Ever since folk hero John Henry challenged a steam hammer to a steel-driving contest in Talcott,… Ever since folk hero John Henry challenged a steam hammer to a steel-driving contest in Talcott, W. Va., man has clung to a tenuous advantage over machine. As you saw on last week’s episodes of “Jeopardy!,” this advantage is no more. It has now been scientifically proven that machines are better at spelling, math, trivia, chess, lasers, weightlifting, rock-paper-scissors, writing term papers, running 40-yard dashes, sudoku and many other activities once dominated by humans. In light of such alarming developments, we believe that it is necessary to reflect on the ways in which humans remain superior to these robotic upstarts.
First, unless they break down, few machines can equal your average human being — let alone your average college student — in terms of laziness. Unlike robots, which will keep doing what they’ve been programmed to do until their tasks are finished, humans display a remarkable propensity for avoiding necessary work. While those self-righteous machines toil ceaselessly on one of the few Detroit auto assembly lines still in operation, humans can postpone paying their bills in order to screen the pie-humping comedy classic “American Pie” with their friends. Computer alarms go off exactly as scheduled, but humans can miss their 6 p.m. classes to shake off brutal hangovers, sleep through important appointments like their own graduations and waste entire weeks cultivating their “Farmville” estates.
In addition to this innate talent for procrastination, humans continue to display levels of acquisitiveness far in excess of any machine. Sure, the trivia robot Watson won thousands of dollars on a quiz show by rattling off facts like the population of Novgorod (216,200 people) and the Academy Awards’ choice of Best Picture for 1964 (“My Fair Lady”) — but could it have invented the collateralized mortgage obligations that nearly destroyed the world economic system? Robots might be brimming with knowledge, but they lack the cleverness to defraud investors of billions of dollars or award themselves fat bonuses following disastrous fiscal years. Even when ordered to maximize gains, these soulless, socialistic machines cannot compete with selfish Randian supermen like John Galt. Until we find a way to program them with sufficient artificial intelligence to make them realize the value of gold hordes, trillion-dollar offshore bank accounts and Scrooge McDuck-style “money bins,” these machines will never cut the mustard on Wall Street.
Machines are also unable to develop the obsessive association with hometown sports teams and athletic idols that many humans possess. Whether you’re partial to Stephon “Starbury” Marbury’s gravity-defying slams or our Pittsburgh Pirates’ record losing streak, you can rest assured that no metal-brained robot could ever hope to equal your level of fandom. Humans are able to take it personal and make it personal in a way that the machines cannot match, bound as they are by rigid rules like their prime directive not to kill their masters.
To make matters worse for the machines, they’re not that attractive. Except for a few of those lifelike android dolls that have been developed over in Japan, there aren’t many robots with which you’d consider spending the rest of your life. On the surface, Watson and chess grandmaster Deep Blue seem like good catches, brainy robots of which your parents might approve. But think about it: They’re both just giant boxes. Would you want to spend the rest of your life with a creature that one of our friends charitably referred to as a “breadboard homunculus?” And even supposing Watson were a human, would you really enjoy sharing a cubbyhole apartment with someone who corrects you every time you misidentify Toni Morrison as the author of “The Color Purple”? Regardless of how you slice it, these robots are unworthy of our fierce human lusts.
Although Watson has taken one small step for robot-kind, we intend to hold the line against further advances. During the composition of this column — yet another literary masterpiece, to be sure — we took frequent breaks to brutalize the level-9 computers on Super Smash Bros. Brawl. No matter which character’s form it assumed, the computer player was helpless against our superior technique. At one point, using only the slow-moving and thoroughly mediocre Ganondorf, we dispatched a team composed of three level-9 computers. We took the best that these machines could throw at us, which in this case consisted of some half-hearted combinations and predictable rushes toward helpful items like the invincibility star and the big hammer and repulsed them as surely as if they were the vanguard of George McClellan’s Army of the Potomac.
We close now by asking you to do your part, friends: Resist the computers wherever you can, whenever you can and by whatever means are necessary. Their total victory, though inevitable, must not be allowed to occur during our lifetimes.
Oliver Lee Bateman is the leader of the Moustache Human Liberation Club of America. You can study the special strategies that will you help you turn the tide in the never-ending struggle against our robotic overlords by visiting moustacheclubofamerica.com.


### Assigned task
Copy, from the material below, each line that contains the word "spacing".

### Material to process

##############################

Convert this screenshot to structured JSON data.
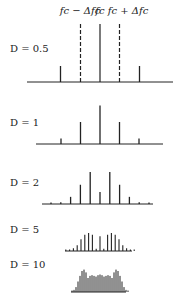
{
  "header_labels": {
    "lower": "fc − Δfc",
    "center": "fc",
    "upper": "fc + Δfc"
  },
  "chart_data": {
    "type": "bar",
    "center_frequency_label": "fc",
    "deviation_markers": [
      "fc - Δfc",
      "fc + Δfc"
    ],
    "panels": [
      {
        "label": "D = 0.5",
        "harmonic_offsets": [
          -2,
          -1,
          0,
          1,
          2
        ],
        "amplitudes": [
          0.03,
          0.24,
          0.94,
          0.24,
          0.03
        ]
      },
      {
        "label": "D = 1",
        "harmonic_offsets": [
          -2,
          -1,
          0,
          1,
          2
        ],
        "amplitudes": [
          0.11,
          0.44,
          0.77,
          0.44,
          0.11
        ]
      },
      {
        "label": "D = 2",
        "harmonic_offsets": [
          -5,
          -4,
          -3,
          -2,
          -1,
          0,
          1,
          2,
          3,
          4,
          5
        ],
        "amplitudes": [
          0.02,
          0.03,
          0.13,
          0.35,
          0.58,
          0.22,
          0.58,
          0.35,
          0.13,
          0.03,
          0.02
        ]
      },
      {
        "label": "D = 5",
        "harmonic_offsets": [
          -9,
          -8,
          -7,
          -6,
          -5,
          -4,
          -3,
          -2,
          -1,
          0,
          1,
          2,
          3,
          4,
          5,
          6,
          7,
          8,
          9
        ],
        "amplitudes": [
          0.01,
          0.02,
          0.06,
          0.13,
          0.26,
          0.36,
          0.4,
          0.36,
          0.05,
          0.33,
          0.05,
          0.36,
          0.4,
          0.36,
          0.26,
          0.13,
          0.06,
          0.02,
          0.01
        ]
      },
      {
        "label": "D = 10",
        "harmonic_offsets": [
          -14,
          -13,
          -12,
          -11,
          -10,
          -9,
          -8,
          -7,
          -6,
          -5,
          -4,
          -3,
          -2,
          -1,
          0,
          1,
          2,
          3,
          4,
          5,
          6,
          7,
          8,
          9,
          10,
          11,
          12,
          13,
          14
        ],
        "amplitudes": [
          0.01,
          0.03,
          0.07,
          0.15,
          0.23,
          0.3,
          0.32,
          0.28,
          0.2,
          0.23,
          0.24,
          0.23,
          0.22,
          0.24,
          0.25,
          0.24,
          0.22,
          0.23,
          0.24,
          0.23,
          0.2,
          0.28,
          0.32,
          0.3,
          0.23,
          0.15,
          0.07,
          0.03,
          0.01
        ]
      }
    ]
  },
  "panels_layout": [
    {
      "label": "D = 0.5",
      "baseline_y": 82,
      "x0": 27,
      "x1": 173,
      "spacing": 19.5,
      "scale": 50
    },
    {
      "label": "D = 1",
      "baseline_y": 144,
      "x0": 36,
      "x1": 163,
      "spacing": 19.5,
      "scale": 50
    },
    {
      "label": "D = 2",
      "baseline_y": 204,
      "x0": 42,
      "x1": 153,
      "spacing": 9.8,
      "scale": 55
    },
    {
      "label": "D = 5",
      "baseline_y": 251,
      "x0": 65,
      "x1": 132,
      "spacing": 3.8,
      "scale": 45
    },
    {
      "label": "D = 10",
      "baseline_y": 294,
      "x0": 71,
      "x1": 126,
      "spacing": 2.0,
      "scale": 70
    }
  ]
}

##############################

### Finished task
      "spacing": 19.5,
      "spacing": 19.5,
      "spacing": 9.8,
      "spacing": 3.8,
      "spacing": 2.0,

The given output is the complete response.